Moussa Ag Acharatoumane, head of the loyalist Movement for the Safety of Azawad (MSA), said a "climate of terror" prevailed.
"All economic life has come to a halt, the roads have been destroyed," he said.
"(It's) an unprecedented humanitarian crisis," he said, adding that the town of Menaka was being swamped by displaced people.
A mayor in the Menaka administrative region said that in his district, "there's nobody left."
The UN and NGOs have reported repeated attacks against communities accused of abetting the enemy or refusing to join the jihadists.
Hundreds of villagers have died in massacres by ISGS fighters, Human Rights Watch (HRW) said last month.

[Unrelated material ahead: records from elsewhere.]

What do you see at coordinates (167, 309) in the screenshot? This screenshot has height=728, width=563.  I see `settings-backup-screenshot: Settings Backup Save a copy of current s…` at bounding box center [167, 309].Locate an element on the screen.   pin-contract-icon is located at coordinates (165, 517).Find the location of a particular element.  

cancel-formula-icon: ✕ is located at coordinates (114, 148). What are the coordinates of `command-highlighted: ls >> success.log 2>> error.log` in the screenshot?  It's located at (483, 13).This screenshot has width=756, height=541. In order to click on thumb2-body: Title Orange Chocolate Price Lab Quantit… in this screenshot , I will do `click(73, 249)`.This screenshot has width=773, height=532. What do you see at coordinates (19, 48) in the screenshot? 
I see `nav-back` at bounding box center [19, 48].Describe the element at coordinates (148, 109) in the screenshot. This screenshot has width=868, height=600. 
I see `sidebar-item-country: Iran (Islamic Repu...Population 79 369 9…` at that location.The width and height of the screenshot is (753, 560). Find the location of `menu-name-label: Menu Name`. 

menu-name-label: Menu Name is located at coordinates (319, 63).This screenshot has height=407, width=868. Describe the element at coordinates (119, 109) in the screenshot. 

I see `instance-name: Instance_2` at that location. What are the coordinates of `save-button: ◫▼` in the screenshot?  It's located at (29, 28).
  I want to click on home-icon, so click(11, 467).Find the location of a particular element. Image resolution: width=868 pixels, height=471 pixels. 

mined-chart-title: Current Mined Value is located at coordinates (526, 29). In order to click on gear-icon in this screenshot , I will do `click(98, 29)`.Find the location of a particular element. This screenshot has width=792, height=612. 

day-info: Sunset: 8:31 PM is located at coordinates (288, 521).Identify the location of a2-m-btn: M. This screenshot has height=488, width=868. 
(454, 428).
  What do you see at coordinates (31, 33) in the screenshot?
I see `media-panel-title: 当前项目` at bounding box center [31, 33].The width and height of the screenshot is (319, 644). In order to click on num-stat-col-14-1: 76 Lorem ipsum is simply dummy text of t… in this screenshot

Eleven were killed on Monday in a raid by gunmen on motorbikes on a camp for displaced people at Kadji, just outside Gao, local officials and humanitarian workers told AFP.
The Islamic State in the Greater Sahara (ISGS) launched an offensive in the Gao and Menaka regions in March, triggering heavy fighting with local armed groups and rival jihadists.
On the Malian side, the army has holed up in the town of Menaka, a tactic that leaves "the way open" for the jihadists, a local elected official who has fled to Bamako told AFP.
"If nothing is done, the whole region will be occupied" by jihadists, a human rights campaigner, contacted by AFP on WhatsApp, said on condition of anonymity.
Witnesses and other sources contacted by AFP confirmed the ISGS' sustained push in this remote and dangerous area, and rights campaigners say civilians have been massacred.
Several sources said that the jihadists had moved into a vacuum left when France pulled its forces out of the region.
The border with neighboring Niger marks the limit of the fighting.
Niger's army is being supported in the air and on the ground by foreign forces, including France's Barkhane mission.
Villages seized by the militants have to pay an Islamic tax and submit to a brutal interpretation of Sharia.
An aid worker in Ansongo said that in the village of Tin-Hama, an unmarried couple aged 50 and 36 were stoned to death in September.
"They dug a hole on weekly market day and placed (them)... in it up to their hips and then threw rocks at them," the source said.
Pro-government forces are trying to muster outside help for their cause, a security source in Niger said.
One idea is to forge an alliance with the former rebels of the Coordination of Azawad Movements (CMA) and Support Group for Islam and Muslims (GSIM), a shadowy group led by an Al-Qaeda-linked Tuareg, Iyad Ag Ghali.
But the chances of creating a joint front are low, an African diplomat in Bamako said.
"Politically, it would seem quite a stretch for people to team up openly with Al-Qaeda today," the diplomat said.